In less than two centuries Sant Feliu de Guíxols, in the heart of the Costa Brava, has gone from being a society that lived mainly from fishing, maritime trade and boat building to being an outstanding tourist destination, with great weight today. on the day of second homes. But between one sector and another, from the end of the 19th century and until the First World War especially, it became an outstanding center of the cork industry that exported to the whole world (Sydney, Bangkok, Istanbul, Bogotá, San Francisco, Calcutta, Port Sudan…). The municipality had about forty factories that in 1901 already employed more than 3,200 people, of which approximately 30% were women.

Boosted by the train, which reached the same port, the cork industry (today there is only one company left) took the name of Sant Feliu de Guíxols to half the world. “It was an industry very focused on foreign trade; Businessmen in the sector sent their children to study abroad and some opened branches in California, New York and Australia. Several countries have set up consular offices here,” explains Sílvia Alemany, director of the Museum of History of Sant Feliu de Guíxols. This cultural facility hosts an exhibition that allows you to discover the evolution of the society of Sant Feliu de Guíxols over the last 200 years.

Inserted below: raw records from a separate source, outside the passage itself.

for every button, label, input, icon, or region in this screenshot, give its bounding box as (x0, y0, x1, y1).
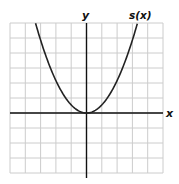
x-axis-label: x (165, 107, 174, 120)
curve-label: s(x) (129, 9, 152, 21)
parabola-graph: y x s(x) (0, 0, 179, 184)
y-axis-label: y (82, 9, 90, 22)
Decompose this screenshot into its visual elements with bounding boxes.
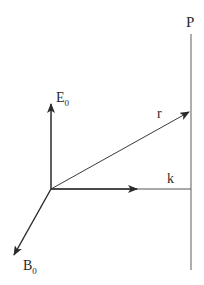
e-field-label-main: E [56, 90, 65, 105]
b-field-arrow-icon [14, 189, 51, 255]
wave-vector-diagram: P E0 r k B0 [0, 0, 204, 285]
b-field-label-main: B [23, 258, 32, 273]
b-field-label-subscript: 0 [32, 266, 37, 276]
e-field-label-subscript: 0 [65, 98, 70, 108]
e-field-vector: E0 [51, 90, 70, 189]
r-label: r [157, 106, 162, 121]
b-field-vector: B0 [14, 189, 51, 276]
b-field-label: B0 [23, 258, 37, 276]
k-vector: k [51, 171, 191, 189]
plane-label: P [186, 14, 194, 30]
plane-p: P [186, 14, 194, 270]
e-field-label: E0 [56, 90, 70, 108]
k-label: k [167, 171, 174, 186]
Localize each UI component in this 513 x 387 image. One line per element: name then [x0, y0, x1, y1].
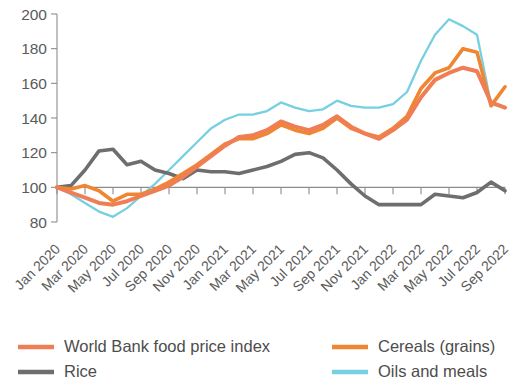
y-tick-label: 80	[30, 214, 48, 231]
legend-label[interactable]: World Bank food price index	[64, 337, 271, 355]
food-price-index-line-chart: 80100120140160180200 Jan 2020Mar 2020May…	[0, 0, 513, 387]
chart-legend: World Bank food price indexRiceCereals (…	[18, 337, 495, 380]
y-tick-label: 180	[21, 40, 47, 57]
chart-canvas: 80100120140160180200 Jan 2020Mar 2020May…	[0, 0, 513, 387]
series-line-cereals-grains	[57, 49, 505, 202]
y-tick-label: 140	[21, 110, 47, 127]
y-tick-label: 200	[21, 6, 47, 23]
y-tick-label: 160	[21, 75, 47, 92]
series-line-world-bank-food-price-index	[57, 68, 505, 205]
legend-label[interactable]: Oils and meals	[378, 362, 487, 380]
legend-label[interactable]: Cereals (grains)	[378, 337, 495, 355]
legend-label[interactable]: Rice	[64, 362, 97, 380]
y-tick-label: 100	[21, 179, 47, 196]
y-axis: 80100120140160180200	[21, 6, 57, 231]
y-tick-label: 120	[21, 144, 47, 161]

If the construction of steamboats was a blow to the shipyards in the area, which progressively abandoned the activity of manual boatbuilding, the emergence of steam itself made the cork industry grow, which lost weight with the two world wars and the civil War. “Many industries were destroyed; That, added to the cork crisis, made many businessmen convert to the tourism sector or diversify their activity,” explains Alemany.

Tourism was not massive until the 1960s. In 1950, the municipality had only three inns and three hotels, which mainly accommodated summer visitors from Barcelona, ??as well as merchants, captains or shipowners. A figure that had multiplied by 22 in 1970, when there were already 135 establishments, including hotels, inns and campsites that mainly housed European tourists.

The need for labor to build tourist infrastructure and provide service to hotels and restaurants led to “a second wave of migration and the emergence of new neighborhoods, such as Vilartagues,” explains Xavier Roca, museum technician. The first – explains Roca – coincided with the construction of the train track, which arrived in 1892, the rise of the cork factories and the construction of the port.

But before this massive emergence of tourism, the municipality had already witnessed several initiatives, such as spa tourism, thanks to the public baths of Sant Elm or the Viatges Blaus, an initiative promoted by the Barcelona-based businessman Jaume Marill among 1929 and 1936, consisting of chartering large ships, with coblas and corals that enlivened the trip from Barcelona, ??to discover the landscape of the Costa Brava.

A prominent name in the exhibition is Ramon Gay, a businessman who knew how to adapt to the times. As a riverside carpenter he manually created hundreds of traditional fishing boats. After the Civil War, he converted some of those boats into boats for taking tourists. Thus, the Costa Brava Cruises emerged, operating between 1960 and 1979, which transported tourists from Blanes to Llafranc. Another visionary was Vicenç Gandol, who in the sixties created a private tourist office from which he rented houses to tourists, sold cruise tickets or tickets to the bullfights.

Currently, the hotel offer consists of a total of 23 accommodations, and second homes have a great weight.